Evidence of the 82-year-old president's confidence is reflected in his surprising decision to allow a significant number of western journalists to enter and cover the proceedings at the last minute - although the extortionist price of US$700 cash from each accredited journalist must be paid for the privilege.

Even though Mr Mugabe is running his campaign under an anti-western banner, his pet hate, the British press are walking the streets somewhat bewildered at their own presence in their once-colonial outpost.

While Mugabe supporters have already claimed victory before the fact, followers of the MDC are expressing increasing levels of quiet confidence in relation to their chances of exacting regime change.

Rather than viewing the relative levelling of the playing fields as a sign of supreme confidence on Mr Mugabe's behalf, they see it as a brief opening of political space in which there is room to manoeuvre. The key issue for the MDC is how to stop its counter-parts rigging the vote.

If that can be achieved it believes it is in with a chance of carrying the day.

Who is right and who is wrong? Only time will tell, but local political analyst Prof Brian Rofftopolus from the University of Zimbabwe in Harare seemed to sum up the situation when he said on Thursday during a seminar: "There will be many surprises in this election."

Outside the political arena, the suggestion that Zimbabwe is on the verge of famine does not stand up to scrutiny. The country is experiencing a harsh drought that has severely damaged such staple crops for the rural people as mealie (corn).

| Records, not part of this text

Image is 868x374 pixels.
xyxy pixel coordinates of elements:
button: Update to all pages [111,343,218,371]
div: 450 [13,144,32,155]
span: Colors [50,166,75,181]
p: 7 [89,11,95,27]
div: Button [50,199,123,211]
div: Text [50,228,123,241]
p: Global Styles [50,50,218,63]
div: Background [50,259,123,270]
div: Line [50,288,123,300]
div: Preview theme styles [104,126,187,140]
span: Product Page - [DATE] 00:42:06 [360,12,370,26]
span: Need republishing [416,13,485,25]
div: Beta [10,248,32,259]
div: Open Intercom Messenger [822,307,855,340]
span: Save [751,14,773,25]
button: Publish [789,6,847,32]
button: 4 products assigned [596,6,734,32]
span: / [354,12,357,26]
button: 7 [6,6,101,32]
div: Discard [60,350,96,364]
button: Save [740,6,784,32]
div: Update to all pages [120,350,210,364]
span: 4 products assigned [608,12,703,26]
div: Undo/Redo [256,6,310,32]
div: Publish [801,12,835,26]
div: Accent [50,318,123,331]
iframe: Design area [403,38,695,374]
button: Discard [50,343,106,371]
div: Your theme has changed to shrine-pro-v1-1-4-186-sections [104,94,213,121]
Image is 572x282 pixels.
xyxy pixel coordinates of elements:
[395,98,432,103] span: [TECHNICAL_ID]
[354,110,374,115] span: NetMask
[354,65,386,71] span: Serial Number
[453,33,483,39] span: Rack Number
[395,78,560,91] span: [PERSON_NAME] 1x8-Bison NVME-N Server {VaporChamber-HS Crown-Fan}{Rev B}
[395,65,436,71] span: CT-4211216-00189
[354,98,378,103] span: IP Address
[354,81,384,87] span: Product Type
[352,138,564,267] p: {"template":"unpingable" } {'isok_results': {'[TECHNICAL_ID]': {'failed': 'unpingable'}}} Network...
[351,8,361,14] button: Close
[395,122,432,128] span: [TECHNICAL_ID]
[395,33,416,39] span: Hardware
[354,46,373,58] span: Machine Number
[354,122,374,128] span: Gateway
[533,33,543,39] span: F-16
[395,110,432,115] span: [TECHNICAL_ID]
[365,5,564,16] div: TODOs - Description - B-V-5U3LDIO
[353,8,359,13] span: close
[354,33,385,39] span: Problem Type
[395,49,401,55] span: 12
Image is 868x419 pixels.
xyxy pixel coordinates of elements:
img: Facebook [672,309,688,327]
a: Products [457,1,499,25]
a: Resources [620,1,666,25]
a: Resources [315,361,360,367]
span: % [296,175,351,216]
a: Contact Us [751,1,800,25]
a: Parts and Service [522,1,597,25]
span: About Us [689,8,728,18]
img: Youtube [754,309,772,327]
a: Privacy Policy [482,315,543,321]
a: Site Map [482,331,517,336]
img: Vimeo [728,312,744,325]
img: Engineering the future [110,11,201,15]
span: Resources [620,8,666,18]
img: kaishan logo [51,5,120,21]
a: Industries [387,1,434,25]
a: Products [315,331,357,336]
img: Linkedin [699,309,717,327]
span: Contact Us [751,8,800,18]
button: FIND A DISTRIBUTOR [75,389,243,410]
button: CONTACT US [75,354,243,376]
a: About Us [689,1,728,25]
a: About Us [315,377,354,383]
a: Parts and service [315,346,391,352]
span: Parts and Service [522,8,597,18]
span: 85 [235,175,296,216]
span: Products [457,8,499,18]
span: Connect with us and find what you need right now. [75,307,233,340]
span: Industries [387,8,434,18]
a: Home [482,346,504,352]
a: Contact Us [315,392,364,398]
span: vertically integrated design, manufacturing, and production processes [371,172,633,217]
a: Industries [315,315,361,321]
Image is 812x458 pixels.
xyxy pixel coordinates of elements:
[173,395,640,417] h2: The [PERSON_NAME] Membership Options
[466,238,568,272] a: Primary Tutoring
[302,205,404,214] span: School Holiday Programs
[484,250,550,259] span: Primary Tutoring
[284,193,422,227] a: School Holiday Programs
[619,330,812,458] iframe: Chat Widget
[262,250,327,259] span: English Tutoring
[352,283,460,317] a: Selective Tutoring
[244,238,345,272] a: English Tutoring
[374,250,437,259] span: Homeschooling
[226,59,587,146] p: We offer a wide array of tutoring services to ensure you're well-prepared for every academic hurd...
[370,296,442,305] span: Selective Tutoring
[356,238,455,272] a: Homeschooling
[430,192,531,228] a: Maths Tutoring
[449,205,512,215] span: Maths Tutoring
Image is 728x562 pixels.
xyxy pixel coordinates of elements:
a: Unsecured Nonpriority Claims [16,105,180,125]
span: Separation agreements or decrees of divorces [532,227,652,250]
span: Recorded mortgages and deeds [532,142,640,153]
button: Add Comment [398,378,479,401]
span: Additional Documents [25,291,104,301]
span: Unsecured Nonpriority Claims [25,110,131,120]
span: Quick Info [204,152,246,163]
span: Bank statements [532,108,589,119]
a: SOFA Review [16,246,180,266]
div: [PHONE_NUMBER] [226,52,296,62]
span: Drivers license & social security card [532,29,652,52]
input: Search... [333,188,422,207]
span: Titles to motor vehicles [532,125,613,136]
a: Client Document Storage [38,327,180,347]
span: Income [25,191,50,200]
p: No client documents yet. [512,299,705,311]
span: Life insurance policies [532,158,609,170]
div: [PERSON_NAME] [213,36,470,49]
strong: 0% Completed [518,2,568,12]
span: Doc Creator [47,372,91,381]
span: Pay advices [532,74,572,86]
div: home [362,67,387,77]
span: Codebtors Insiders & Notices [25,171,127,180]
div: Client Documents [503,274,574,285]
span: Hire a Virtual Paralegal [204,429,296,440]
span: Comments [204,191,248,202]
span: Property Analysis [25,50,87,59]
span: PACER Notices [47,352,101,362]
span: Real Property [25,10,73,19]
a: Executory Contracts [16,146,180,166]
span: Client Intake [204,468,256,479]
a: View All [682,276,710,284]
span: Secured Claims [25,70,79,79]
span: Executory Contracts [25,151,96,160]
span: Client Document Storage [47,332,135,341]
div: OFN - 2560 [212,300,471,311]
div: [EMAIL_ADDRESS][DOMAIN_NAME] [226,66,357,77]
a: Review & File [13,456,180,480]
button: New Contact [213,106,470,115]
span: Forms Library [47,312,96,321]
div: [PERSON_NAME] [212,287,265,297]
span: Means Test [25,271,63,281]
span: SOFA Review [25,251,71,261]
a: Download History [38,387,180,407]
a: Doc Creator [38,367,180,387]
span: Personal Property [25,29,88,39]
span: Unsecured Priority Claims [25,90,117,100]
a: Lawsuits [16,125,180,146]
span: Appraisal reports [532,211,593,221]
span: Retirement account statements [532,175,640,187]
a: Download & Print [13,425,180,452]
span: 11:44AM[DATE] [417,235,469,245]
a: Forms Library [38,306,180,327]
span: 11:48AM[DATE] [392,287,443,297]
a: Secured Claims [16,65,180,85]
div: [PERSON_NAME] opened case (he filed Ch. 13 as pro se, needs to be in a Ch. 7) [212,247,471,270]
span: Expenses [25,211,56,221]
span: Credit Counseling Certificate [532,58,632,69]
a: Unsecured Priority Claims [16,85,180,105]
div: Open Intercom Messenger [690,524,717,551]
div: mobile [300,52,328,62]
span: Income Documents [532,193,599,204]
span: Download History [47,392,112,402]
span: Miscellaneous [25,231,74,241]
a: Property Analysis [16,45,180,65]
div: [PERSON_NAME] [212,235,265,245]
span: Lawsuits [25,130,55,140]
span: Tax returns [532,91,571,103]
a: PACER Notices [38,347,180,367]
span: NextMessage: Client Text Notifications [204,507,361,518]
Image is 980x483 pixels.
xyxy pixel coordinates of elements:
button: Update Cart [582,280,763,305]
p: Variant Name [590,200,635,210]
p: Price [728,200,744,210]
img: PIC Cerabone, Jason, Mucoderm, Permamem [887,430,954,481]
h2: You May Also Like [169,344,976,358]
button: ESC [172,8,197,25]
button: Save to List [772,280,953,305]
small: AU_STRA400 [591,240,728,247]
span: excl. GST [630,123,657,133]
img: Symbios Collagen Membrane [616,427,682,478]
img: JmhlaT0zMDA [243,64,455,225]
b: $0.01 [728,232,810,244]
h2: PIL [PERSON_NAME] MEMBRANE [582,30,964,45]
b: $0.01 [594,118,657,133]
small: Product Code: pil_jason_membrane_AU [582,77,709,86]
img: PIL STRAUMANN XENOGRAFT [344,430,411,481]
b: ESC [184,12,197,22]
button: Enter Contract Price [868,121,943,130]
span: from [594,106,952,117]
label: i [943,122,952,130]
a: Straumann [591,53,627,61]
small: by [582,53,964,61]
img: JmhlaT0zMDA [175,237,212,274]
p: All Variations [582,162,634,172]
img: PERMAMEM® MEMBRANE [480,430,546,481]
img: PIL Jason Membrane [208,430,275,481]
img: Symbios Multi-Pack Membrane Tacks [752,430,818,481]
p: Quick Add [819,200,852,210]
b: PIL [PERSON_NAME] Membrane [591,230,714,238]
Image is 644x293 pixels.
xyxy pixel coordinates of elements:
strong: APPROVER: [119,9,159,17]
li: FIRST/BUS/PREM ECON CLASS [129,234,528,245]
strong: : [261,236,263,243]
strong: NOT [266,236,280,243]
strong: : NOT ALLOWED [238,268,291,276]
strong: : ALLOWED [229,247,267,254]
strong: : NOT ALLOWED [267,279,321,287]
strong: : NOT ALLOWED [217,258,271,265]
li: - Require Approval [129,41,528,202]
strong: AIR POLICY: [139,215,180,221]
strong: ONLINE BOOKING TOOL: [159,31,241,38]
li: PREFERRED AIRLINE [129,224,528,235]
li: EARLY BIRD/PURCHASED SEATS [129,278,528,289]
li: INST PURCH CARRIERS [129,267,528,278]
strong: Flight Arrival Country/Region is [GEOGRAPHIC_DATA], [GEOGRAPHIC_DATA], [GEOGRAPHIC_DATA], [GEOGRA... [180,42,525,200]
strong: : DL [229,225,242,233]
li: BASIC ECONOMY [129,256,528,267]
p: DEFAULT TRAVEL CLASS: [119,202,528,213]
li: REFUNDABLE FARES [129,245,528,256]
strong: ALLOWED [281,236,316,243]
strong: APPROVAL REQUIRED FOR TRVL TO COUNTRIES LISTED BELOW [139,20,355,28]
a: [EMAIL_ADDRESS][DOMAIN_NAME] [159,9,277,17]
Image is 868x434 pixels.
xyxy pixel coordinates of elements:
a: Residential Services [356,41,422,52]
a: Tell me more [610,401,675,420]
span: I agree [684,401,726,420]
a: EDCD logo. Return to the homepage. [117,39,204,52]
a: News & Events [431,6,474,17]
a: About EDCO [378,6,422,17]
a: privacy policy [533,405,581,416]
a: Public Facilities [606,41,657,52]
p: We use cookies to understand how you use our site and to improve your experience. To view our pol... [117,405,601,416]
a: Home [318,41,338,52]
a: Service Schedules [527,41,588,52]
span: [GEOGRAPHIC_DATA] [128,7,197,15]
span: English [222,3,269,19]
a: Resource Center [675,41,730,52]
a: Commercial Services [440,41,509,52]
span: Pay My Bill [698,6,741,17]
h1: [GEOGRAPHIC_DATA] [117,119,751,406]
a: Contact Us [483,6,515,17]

But as I drove the 400km or so from Bulawayo in the south of Zimbabwe to Harare in the north, vendors with small stalls were selling tomatoes, peanuts and other vegetables every few miles along the way.

Many Zimbabweans are hungry and are reduced to two rather poor meals a day, but they are not starving - yet.

Rather than getting worse, the economy has shown a small improvement in recent months, although inflation is still out of control. Last year Zimbabwe's rate of inflation ran at 640 per cent and according to a waiter who served me recently, the price of the steak I ordered had trebled in the past few weeks.

Shops have numerous products to sell but the type of currency one can use varies. The US dollar has taken precedence over all others, with the local Zimbabwean dollar having lost value dramatically.

One could get Zim $6,500 for a single US dollar on the official exchange rate yesterday, but if you bought on the black market the former amount jumped to nearly 11,000 in some instances.

But the real tragedy engulfing Zimbabwe is not manifesting itself in a political or economic form. One in four Zimbabweans has contracted the Aids virus and they have no access to the anti-retroviral medicines that help to prolong the life of a sufferer.

At a cemetery in Bulawayo I attended during the week, the graves of the Aids victims stretched on and on. Funeral processions to and from the graveyard were omnipresent, and the spectre of death which hangs over the greater population is difficult to miss.